The pompous and sycophantic local doctor and policeman come in for some rather scathing commentary throughout the book, but then so does just about everybody does. It’s a universally unlikeable cast, with much blustering, dismissive, cloying and quite peculiar behaviour on show.

Duck Season Death might not stand the test of time as a straightforward country-house murder as well as some of the more well-known Golden-Age detective stories. Given that the reader will have to deal with so many unpleasant people, and, as mentioned earlier, enough red herrings to stink up the place badly, unless you get that slight sense of send-up, of farce, it won’t work as well as it should. Add that element however, and it is very hard not to laugh out loud.

All seven of Wright’s novels will be republished over the next couple of years and reading the three already re-released books is a real privilege. June Wright is one of the writers who forged the way for an Australian crime fiction scene that’s vibrant, varied and extremely engaging, and her books really deserve to be better remembered and more accessible.

Note: the Forewords to all these books are also well worth reading as they all provide incredible detail of the books, and the background of June Wright herself.

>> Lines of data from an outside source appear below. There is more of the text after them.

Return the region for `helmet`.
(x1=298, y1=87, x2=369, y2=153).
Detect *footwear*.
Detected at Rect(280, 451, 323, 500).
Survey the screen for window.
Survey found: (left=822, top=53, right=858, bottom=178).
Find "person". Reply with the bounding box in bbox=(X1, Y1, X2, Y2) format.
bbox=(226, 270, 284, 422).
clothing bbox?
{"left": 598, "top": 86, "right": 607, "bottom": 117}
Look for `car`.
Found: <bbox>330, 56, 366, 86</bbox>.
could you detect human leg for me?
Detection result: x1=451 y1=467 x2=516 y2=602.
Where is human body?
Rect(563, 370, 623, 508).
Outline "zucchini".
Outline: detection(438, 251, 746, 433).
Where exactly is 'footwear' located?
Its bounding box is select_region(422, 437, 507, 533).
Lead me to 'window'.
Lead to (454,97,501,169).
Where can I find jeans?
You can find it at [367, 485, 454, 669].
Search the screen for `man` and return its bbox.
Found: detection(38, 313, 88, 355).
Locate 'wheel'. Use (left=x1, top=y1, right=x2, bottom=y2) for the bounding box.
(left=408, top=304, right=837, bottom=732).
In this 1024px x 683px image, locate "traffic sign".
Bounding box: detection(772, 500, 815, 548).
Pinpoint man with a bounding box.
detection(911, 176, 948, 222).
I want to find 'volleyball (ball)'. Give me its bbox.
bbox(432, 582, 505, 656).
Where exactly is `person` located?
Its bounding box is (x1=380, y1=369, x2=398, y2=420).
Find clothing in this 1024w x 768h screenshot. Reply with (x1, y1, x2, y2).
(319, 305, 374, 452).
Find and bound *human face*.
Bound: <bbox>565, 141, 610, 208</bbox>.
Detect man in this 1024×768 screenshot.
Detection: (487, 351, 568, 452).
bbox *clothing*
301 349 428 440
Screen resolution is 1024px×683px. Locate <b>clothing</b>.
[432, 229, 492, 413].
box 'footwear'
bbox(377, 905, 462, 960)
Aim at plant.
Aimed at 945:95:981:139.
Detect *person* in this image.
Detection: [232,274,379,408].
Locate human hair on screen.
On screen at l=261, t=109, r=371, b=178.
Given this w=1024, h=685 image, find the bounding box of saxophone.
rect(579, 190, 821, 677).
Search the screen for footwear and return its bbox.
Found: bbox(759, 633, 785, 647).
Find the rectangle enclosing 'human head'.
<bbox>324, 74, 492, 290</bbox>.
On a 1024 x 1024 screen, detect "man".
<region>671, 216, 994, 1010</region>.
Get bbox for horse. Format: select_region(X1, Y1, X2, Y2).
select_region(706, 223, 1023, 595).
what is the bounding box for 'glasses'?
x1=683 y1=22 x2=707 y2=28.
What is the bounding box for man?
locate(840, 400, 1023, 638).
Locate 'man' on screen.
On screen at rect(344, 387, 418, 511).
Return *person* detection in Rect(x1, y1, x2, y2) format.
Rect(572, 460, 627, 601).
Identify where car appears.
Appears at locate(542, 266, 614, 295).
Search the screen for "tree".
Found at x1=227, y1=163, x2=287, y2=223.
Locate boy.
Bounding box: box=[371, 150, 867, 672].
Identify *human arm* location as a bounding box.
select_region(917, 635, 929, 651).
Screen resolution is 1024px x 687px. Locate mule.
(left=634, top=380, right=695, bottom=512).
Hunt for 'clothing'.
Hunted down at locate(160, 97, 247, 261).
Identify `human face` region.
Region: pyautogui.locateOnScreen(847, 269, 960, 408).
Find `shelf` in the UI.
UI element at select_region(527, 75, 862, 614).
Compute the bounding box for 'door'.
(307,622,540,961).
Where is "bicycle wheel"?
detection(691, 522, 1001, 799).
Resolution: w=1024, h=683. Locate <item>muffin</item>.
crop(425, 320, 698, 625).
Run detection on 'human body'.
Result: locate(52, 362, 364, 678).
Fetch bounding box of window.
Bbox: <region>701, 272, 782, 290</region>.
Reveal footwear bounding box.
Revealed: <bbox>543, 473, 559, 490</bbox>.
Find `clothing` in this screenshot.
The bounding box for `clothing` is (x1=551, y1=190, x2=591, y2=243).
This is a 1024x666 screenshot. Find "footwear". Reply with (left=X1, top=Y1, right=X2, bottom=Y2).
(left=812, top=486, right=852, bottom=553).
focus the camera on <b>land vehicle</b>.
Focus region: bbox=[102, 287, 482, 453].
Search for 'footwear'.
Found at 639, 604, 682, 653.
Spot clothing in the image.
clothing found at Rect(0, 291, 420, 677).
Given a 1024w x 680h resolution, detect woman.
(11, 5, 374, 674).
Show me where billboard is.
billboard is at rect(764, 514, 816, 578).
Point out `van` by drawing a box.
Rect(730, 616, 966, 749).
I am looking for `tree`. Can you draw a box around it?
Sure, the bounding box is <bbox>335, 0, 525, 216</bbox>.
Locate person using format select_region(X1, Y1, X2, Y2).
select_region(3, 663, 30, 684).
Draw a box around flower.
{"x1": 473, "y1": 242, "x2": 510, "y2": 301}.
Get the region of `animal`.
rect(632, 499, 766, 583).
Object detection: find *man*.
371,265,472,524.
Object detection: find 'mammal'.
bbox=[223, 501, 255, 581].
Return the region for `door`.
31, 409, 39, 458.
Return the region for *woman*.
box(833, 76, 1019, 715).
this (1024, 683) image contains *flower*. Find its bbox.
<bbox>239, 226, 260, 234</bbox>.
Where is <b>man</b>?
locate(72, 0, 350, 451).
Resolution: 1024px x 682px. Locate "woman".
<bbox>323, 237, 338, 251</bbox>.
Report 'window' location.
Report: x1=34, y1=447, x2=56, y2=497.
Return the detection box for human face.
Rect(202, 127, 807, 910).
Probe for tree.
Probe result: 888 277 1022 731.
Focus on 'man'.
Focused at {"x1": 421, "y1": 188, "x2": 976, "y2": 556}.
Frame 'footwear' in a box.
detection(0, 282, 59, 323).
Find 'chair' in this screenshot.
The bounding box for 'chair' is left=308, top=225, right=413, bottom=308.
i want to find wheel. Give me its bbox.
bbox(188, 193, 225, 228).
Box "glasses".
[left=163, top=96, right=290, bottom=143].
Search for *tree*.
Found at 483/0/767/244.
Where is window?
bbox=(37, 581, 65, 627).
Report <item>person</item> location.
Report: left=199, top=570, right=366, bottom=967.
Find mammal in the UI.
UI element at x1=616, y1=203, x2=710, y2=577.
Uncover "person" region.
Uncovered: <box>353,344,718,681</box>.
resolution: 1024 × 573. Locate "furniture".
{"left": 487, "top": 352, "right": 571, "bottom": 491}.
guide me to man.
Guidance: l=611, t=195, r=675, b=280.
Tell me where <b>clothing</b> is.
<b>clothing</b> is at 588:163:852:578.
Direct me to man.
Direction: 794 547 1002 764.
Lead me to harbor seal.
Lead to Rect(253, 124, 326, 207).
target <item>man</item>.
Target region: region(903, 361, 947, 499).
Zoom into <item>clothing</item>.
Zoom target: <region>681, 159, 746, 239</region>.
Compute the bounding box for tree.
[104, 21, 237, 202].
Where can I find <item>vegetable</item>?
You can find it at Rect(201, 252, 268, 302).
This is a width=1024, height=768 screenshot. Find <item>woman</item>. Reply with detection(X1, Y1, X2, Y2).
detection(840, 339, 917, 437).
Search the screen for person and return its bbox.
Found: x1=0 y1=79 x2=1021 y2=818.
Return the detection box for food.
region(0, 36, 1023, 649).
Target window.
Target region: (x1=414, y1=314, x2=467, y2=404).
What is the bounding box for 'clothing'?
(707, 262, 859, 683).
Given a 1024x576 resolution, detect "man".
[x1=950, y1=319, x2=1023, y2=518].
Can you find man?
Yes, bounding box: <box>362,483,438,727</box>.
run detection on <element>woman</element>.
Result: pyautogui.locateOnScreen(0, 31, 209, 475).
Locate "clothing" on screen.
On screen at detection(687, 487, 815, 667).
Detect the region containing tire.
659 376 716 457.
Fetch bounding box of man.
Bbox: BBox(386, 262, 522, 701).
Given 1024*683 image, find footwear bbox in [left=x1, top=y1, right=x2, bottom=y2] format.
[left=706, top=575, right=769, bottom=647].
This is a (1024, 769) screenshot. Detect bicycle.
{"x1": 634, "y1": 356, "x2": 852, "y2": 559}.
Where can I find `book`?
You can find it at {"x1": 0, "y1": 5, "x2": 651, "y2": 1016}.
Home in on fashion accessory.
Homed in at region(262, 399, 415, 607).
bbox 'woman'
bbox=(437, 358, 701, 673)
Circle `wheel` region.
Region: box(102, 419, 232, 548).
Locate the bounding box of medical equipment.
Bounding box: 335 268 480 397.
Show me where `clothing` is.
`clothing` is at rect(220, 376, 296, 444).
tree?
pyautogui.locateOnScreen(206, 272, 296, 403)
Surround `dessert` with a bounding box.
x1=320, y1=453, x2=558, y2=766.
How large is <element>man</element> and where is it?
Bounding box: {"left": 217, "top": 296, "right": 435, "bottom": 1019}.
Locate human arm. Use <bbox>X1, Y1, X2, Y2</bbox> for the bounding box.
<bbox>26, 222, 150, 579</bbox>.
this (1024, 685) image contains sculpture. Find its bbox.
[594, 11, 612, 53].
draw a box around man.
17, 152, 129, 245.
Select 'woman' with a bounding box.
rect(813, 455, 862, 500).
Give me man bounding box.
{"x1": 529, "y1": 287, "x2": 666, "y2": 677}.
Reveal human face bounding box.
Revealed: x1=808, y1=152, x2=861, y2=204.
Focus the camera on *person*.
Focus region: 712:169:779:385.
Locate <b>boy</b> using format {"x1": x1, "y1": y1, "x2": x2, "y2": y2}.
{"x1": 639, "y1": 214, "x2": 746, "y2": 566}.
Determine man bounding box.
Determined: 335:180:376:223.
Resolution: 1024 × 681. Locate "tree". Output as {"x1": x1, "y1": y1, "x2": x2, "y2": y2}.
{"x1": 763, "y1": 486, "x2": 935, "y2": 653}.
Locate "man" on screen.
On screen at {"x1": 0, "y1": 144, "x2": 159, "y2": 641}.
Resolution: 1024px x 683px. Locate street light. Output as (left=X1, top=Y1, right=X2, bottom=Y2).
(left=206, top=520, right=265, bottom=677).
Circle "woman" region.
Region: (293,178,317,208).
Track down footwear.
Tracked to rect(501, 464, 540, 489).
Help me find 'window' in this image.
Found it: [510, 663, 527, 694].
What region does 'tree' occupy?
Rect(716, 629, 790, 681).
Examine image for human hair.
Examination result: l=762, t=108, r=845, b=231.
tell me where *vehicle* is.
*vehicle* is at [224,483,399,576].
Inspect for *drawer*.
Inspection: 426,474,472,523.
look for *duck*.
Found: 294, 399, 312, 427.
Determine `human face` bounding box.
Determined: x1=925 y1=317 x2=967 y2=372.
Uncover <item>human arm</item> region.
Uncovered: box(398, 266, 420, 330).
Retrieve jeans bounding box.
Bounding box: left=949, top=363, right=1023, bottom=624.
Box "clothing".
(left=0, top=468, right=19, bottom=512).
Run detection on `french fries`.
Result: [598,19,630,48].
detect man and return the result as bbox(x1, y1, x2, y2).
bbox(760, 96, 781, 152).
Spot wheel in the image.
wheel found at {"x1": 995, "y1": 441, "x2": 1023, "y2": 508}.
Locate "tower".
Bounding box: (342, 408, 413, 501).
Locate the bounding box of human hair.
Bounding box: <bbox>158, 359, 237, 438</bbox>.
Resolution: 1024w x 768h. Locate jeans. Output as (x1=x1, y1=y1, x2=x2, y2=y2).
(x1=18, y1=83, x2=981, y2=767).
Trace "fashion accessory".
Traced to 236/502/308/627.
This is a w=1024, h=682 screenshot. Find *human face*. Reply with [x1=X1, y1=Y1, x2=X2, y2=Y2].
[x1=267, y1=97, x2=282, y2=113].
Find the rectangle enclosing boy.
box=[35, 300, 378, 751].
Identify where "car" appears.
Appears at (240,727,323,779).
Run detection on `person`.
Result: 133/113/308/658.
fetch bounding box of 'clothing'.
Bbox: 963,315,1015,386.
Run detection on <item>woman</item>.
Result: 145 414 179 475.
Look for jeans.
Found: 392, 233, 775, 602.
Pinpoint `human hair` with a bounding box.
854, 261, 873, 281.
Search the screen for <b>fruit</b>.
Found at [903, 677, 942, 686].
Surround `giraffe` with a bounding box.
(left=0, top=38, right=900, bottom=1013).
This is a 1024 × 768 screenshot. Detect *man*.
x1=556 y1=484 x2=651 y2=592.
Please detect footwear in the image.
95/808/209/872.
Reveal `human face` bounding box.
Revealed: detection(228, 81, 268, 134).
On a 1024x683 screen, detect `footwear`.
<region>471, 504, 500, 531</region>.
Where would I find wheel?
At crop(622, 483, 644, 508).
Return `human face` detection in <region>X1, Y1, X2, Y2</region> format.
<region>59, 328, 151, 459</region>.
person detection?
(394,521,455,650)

Luckily we’re also able to read Wright’s own words about herself and her career in the 1996 interview with Lucy Sussex, included at the back of So Bad a Death. (Read another interview with Lucy Sussex about Wright here.)

Karen Chisholm blogs from http://www.austcrimefiction.org, where she posts book reviews well as author biographies.

June Wright Murder in the Telephone Exchange Verse Chorus Press/Dark Passage Books 2014 PB 368pp $24.05

You can buy this book from Abbey’s at a 10% discount by quoting the promotion code NEWTOWNREVIEW here or you can buy it from Booktopia here.

June Wright So Bad a Death Verse Chorus Press/Dark Passage Books 2015 PB 288pp $24.95

You can buy this book from Abbey’s at a 10% discount by quoting the promotion code NEWTOWNREVIEW here or you can buy it from Booktopia here.

June Wright Duck Season Death Verse Chorus Press/Dark Passage Books 2015 PB 192pp $21.95

You can buy this book from Abbey’s at a 10% discount by quoting the promotion code NEWTOWNREVIEW here or you can buy it from Booktopia here.

To see if these books are available from Newtown Library, click here.

 

2 Comments

  1. Dear Karen,

    I enjoyed your review of my mother’s books very much.

    I especially appreciated your mentioning the quality additional material (forewords and the like) which are very special, and add muchly to the appreciation of the background and historicity of the works.

    KInd regards

    Patrick (first born)

    • Hi Patrick – it’s lovely to hear from you. I am so pleased to be able to read your mother’s books (I remember Murder in the Telephone Exchange from when I was a very young girl) and look forward to the rest very much. To see them grace our shelves again is very pleasing for this fan. I’m only sorry that this opportunity to discover these books didn’t happen in her lifetime.